This is the World We Built
In Russell T Davies’ 2019 BBC limited drama ensemble series called Years and Years, set in the near-future, a Manchester family grapples with a Britain powered by surveillance technologies and controlled by an authoritarian demagogue intent on keeping “Britain for the British.” As the family’s wealth erodes and freedom is curtailed, the matriarch played by the inimitable Anne Reid gives her last toast exclaiming that “Every single thing that’s gone wrong – it’s your fault.” Her grandson asks, “God knows I get blamed for an awful lot but how am I responsible for the entire world?” She continues, “Because we are, every single one of us. We can sit here all day blaming other people. We blame the economy. We blame Europe. The opposition. The weather. And then we blame these vast sweeping tides of history, you know, like they’re out of our control, like we’re so helpless, and little and small. But it’s still our fault…This is the world we built. Congratulations. Cheers all.”
In that quiet moment in the last episode, the power of storytelling becomes clear. Anne Reid’s toast is not just meant for her fictional family. It’s meant for us -- the binge-watching, convenience-obsessed audiences whose present is unfurling at an alarming rate into a future not so unlike the bleak one painted in Years and Years. So what are we going to do about it?
For over 20 years I’ve been running the innovation arm of the Canadian Film Centre. From its inception, the CFC Media Lab was focussed on what future new entertainment and media experiences, products, services and tools would be created as a result of digital networked technology, and on accelerating the development and growth of this next generation of Canadian creators, artists and startup founders. As a part of Canada’s innovation ecosystem, the CFC Media Lab is unique. Our focussed vertical – arts, culture, media and entertainment – allows us to inhabit a space where stories and technology live alongside each other, informing our understanding of the latter in ways that go beyond its typical utilitarian function. In building digital networked products, services and experiences, we know we are helping to build a world. And we know we need to ask questions typically unasked in traditional innovation spaces -- questions such as whose world, for what purpose, of what design, on whose authority…
A set of major theoretical touchstones thus informs the work we do and includes the following:
• Technology is not neutral
• Ideas, meaning, stories, user-driven problem/solution sets, emotional experience, and social impact drive technology
• Paradoxical program design is key: e,g, structured AND chaotic; rigorous AND soft; prescriptive AND emergent
• Collaboration rules
• Always move towards the edges
As we enter the next evolution of digital networked media and technologies, which will be the convergence of artificial intelligence , ubiquitous computing (e.g., smart city platforms), immersive media (from virtual reality to augmented reality) and cybersecurity (e.g., blockchain), we have to be even more vigilant about ensuring the challenges of previous computing platforms aren’t amplified in this next phase. Today, we don’t need to watch Years and Years, or Black Mirror, or read Tim Maughan’s Infinite Detail to understand in our guts the socio-political and economic ramifications of unfettered Big Tech, Big Data, and runaway innovation for the sake of “exponential growth.” Technology monopolies have too much power. Fake news is real. Algorithms are biased. Democracies are under threat. This is the world we built.

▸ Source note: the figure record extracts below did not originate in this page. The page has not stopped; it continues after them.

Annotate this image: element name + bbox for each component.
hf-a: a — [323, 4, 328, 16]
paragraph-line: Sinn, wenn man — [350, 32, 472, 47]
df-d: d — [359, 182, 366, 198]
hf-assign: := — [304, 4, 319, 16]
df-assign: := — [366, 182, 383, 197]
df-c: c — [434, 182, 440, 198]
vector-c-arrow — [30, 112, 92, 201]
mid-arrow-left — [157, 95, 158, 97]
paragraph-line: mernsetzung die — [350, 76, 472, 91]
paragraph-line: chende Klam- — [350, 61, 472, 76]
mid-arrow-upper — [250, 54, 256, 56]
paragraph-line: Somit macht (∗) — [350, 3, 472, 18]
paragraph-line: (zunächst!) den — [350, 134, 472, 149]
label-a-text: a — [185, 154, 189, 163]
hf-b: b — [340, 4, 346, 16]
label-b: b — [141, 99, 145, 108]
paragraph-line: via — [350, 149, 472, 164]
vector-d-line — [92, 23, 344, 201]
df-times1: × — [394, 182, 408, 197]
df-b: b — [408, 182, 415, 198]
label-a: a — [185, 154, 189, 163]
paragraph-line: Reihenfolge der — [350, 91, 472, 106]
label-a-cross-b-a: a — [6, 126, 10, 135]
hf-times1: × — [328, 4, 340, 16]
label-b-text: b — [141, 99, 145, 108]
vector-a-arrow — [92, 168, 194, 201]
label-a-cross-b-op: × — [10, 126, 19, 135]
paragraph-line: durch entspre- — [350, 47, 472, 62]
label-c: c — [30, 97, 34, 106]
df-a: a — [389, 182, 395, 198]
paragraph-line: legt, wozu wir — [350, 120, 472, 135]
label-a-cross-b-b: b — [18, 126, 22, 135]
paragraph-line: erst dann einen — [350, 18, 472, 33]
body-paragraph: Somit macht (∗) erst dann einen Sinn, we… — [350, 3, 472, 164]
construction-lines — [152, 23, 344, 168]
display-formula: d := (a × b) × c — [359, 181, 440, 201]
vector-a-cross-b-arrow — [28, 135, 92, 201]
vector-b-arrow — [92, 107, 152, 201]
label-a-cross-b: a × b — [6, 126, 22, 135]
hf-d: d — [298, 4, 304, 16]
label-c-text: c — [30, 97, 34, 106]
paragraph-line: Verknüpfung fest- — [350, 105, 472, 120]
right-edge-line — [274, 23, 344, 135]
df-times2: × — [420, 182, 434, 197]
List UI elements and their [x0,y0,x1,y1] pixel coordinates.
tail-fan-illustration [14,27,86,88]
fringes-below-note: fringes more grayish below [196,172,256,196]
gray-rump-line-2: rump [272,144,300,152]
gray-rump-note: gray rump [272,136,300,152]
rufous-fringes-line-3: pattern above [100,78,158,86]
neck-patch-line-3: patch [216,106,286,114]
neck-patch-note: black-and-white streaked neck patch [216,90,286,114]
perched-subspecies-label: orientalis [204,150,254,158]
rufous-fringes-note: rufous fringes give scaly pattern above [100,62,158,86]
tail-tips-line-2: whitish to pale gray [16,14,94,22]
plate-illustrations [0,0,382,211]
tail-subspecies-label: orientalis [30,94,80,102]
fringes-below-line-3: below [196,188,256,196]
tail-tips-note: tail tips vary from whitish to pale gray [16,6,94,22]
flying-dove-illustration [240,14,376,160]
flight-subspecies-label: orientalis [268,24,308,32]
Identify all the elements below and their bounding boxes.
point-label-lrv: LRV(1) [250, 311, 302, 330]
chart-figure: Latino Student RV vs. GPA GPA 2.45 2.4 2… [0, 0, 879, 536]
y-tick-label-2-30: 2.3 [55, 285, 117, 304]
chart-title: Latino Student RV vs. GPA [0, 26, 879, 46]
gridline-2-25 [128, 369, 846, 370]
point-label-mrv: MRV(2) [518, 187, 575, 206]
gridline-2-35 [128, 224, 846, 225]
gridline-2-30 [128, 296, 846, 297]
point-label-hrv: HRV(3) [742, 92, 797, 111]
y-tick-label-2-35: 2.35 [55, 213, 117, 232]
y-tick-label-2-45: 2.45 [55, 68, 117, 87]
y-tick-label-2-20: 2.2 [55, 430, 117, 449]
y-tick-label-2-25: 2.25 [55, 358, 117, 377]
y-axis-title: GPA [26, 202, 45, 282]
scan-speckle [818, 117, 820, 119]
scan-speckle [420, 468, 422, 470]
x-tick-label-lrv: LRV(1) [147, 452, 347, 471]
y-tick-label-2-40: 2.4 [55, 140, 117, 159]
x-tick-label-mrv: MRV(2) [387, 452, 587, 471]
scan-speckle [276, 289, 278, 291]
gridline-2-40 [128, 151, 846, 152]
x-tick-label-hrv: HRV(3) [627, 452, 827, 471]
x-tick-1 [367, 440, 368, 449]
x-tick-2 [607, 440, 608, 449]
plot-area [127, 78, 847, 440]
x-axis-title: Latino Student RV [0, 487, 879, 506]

But the good news is that what we build can be re-built, re-set, re-designed, replaced. Over the next decade, we at the CFC Media Lab are interested in seeing how our unique position as storytellers and technology makers can help us catalyze change in Canada’s startup ecosystems. Can we create a community that cares as much about the ethical/moral and power structures underlying the “innovation economy” as much as responsible “growth?” Can we accelerate the development of the next generation of startup founders, creators, artists, and makers who viscerally understand that what they make has unintended consequences? Can we be intentional about the kind of world we want to build in the future?
A refrain echoes throughout all six episodes of Years and Years as the consequences of surveillance capitalism rocks the Lyons family – “what are we going to do now?”
What, indeed. While we, among a whole group of institutions, public sector leaders and civil society work on the answers, we also need to pay attention to lessons learned in the past 20 years. Some things when broken can never be properly mended. The days of “moving fast and breaking things” have revealed their inherent destructiveness and we can’t go back to them. The public commons need to be protected, both in cyberspace and the real world. And though we may eventually need smart technology, we need smarter ways of working together if we truly want to build a world we can all be proud of.